Four chairs, already occupied.

Four figures.

Two were elder men. Their faces were carved by time, not aged by it. The woman looked barely twenty-five, yet her silver eyes were still, as if untouched by youth. And the fourth was a man no older than twenty, lounging back with an air of careless boredom, cracking his knuckles with an audible pop.

The oldest man, dressed in golden-black robes stitched with runes in a forgotten language, broke the silence.

"It's all going according to plan," he said, voice calm, slow. "But it's too smooth. Things are always more dangerous when they go too smooth."

The second elder leaned forward, his fingers gliding across the surface of the floating table. His touch activated a glowing map—cities, military routes, names flickered to life in miniature. "Lucien Adrek," he said quietly. "That is our only anomaly."

The young man in his twenties laughed aloud.

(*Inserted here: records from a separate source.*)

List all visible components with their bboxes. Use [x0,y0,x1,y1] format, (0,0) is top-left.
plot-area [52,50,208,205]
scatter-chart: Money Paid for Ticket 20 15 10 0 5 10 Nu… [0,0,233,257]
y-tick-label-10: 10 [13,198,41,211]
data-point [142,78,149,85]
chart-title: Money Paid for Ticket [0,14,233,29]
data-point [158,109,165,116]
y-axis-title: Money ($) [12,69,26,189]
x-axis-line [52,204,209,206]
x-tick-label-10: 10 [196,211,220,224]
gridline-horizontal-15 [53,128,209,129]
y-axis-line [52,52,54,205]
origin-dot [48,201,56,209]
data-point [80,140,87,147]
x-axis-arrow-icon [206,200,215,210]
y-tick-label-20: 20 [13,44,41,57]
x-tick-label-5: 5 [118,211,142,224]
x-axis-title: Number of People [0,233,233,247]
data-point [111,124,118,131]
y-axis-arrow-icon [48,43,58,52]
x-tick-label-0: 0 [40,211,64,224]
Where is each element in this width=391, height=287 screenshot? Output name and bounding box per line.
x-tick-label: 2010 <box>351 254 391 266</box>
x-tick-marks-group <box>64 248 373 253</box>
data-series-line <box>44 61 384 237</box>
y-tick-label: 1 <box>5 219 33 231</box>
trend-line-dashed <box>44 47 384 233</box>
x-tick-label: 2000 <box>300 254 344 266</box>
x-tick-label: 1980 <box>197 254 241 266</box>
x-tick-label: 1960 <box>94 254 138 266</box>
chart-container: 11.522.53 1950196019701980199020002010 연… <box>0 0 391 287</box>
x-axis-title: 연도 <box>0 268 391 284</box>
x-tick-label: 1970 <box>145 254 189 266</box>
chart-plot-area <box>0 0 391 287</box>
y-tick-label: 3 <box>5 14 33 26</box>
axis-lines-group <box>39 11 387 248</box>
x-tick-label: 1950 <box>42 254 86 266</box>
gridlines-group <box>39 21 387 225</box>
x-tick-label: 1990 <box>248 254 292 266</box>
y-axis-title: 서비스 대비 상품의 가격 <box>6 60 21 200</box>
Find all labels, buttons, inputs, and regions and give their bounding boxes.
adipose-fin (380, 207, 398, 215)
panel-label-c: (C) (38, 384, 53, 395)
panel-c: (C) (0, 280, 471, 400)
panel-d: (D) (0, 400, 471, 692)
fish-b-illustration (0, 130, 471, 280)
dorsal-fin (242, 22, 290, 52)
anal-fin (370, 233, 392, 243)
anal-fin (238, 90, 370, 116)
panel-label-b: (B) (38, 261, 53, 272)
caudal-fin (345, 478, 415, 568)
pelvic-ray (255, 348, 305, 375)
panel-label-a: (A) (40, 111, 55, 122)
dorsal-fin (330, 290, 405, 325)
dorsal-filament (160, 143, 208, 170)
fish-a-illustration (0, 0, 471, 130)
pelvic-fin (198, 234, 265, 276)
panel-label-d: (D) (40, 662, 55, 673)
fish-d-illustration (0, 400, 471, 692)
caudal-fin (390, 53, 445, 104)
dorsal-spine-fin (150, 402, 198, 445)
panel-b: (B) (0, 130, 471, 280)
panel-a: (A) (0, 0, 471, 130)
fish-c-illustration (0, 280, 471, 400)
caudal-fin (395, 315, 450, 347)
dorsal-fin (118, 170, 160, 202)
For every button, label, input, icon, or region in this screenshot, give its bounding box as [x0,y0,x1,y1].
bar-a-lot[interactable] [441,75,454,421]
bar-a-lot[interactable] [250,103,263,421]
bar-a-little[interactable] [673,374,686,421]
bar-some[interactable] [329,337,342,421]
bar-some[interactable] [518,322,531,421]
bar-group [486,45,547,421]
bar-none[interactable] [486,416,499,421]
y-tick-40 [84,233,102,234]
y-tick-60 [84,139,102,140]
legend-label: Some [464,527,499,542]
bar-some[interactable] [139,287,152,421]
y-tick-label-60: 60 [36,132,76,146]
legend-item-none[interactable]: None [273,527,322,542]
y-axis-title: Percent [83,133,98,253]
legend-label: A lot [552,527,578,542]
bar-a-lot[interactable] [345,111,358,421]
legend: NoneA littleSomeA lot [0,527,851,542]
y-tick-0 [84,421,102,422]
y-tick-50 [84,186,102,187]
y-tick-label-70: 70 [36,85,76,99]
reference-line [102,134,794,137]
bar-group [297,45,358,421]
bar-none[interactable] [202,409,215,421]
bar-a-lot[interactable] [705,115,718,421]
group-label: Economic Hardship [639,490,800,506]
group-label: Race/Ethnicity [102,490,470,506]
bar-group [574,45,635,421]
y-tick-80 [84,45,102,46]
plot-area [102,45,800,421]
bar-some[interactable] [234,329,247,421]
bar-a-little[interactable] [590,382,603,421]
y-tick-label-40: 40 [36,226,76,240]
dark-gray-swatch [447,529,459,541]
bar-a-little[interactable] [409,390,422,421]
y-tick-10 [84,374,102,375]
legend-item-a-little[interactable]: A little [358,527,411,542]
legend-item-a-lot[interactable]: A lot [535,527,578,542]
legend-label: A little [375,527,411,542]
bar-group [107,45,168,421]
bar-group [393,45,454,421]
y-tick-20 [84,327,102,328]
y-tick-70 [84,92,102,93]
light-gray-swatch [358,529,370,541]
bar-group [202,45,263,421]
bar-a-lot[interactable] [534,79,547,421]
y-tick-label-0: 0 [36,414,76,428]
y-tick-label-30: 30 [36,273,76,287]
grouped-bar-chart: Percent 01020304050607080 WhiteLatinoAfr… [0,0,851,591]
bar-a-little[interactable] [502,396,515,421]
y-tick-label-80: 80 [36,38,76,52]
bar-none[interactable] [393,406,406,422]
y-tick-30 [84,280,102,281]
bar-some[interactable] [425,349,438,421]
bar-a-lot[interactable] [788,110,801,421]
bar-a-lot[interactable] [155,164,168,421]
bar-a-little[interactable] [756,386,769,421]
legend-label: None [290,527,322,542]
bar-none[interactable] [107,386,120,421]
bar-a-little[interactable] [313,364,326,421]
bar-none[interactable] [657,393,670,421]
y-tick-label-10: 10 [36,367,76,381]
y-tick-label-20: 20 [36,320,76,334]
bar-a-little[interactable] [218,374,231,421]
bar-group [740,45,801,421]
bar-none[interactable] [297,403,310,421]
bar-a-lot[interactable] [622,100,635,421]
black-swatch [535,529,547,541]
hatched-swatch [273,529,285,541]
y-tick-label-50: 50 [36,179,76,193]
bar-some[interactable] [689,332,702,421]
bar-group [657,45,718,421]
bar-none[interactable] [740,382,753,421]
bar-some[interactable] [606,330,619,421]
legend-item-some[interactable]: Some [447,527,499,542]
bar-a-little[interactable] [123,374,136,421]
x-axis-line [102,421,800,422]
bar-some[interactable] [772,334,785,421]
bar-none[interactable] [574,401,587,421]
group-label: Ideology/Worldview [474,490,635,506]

"Heeeee?" he dragged the sound, resting his chin in his palm. "You're worried about some kid from a Mid-Class House? You even sent someone to kill him. Sounds like overkill, don't you think?"

He tapped the table twice, zooming in on a district called C-Lass.

The woman didn't speak. She only observed.

The first elder turned slowly toward the youth, his gold eyes narrowing. "It's not him I fear," he said, enunciating each word with surgical precision. "It's his bloodline. His father…"

He paused.

Even the flames seemed to bend toward his mouth, as though the fire itself awaited the name.

Then, like a stone dropped in a lake, the words fell.

"Titan Adrek."

The room dimmed. The table's glow flickered. The torches bent sideways.

A wind that had no source, no right to exist in a sealed chamber, blew across their necks.

The young man sat upright, suddenly expressionless. The woman finally blinked.

The second elder closed the map with a single wave.

No one said another word.

The room, full of powerful beings, had become still.

And far, far away in another part of the world, Lucien Adrek sneezed.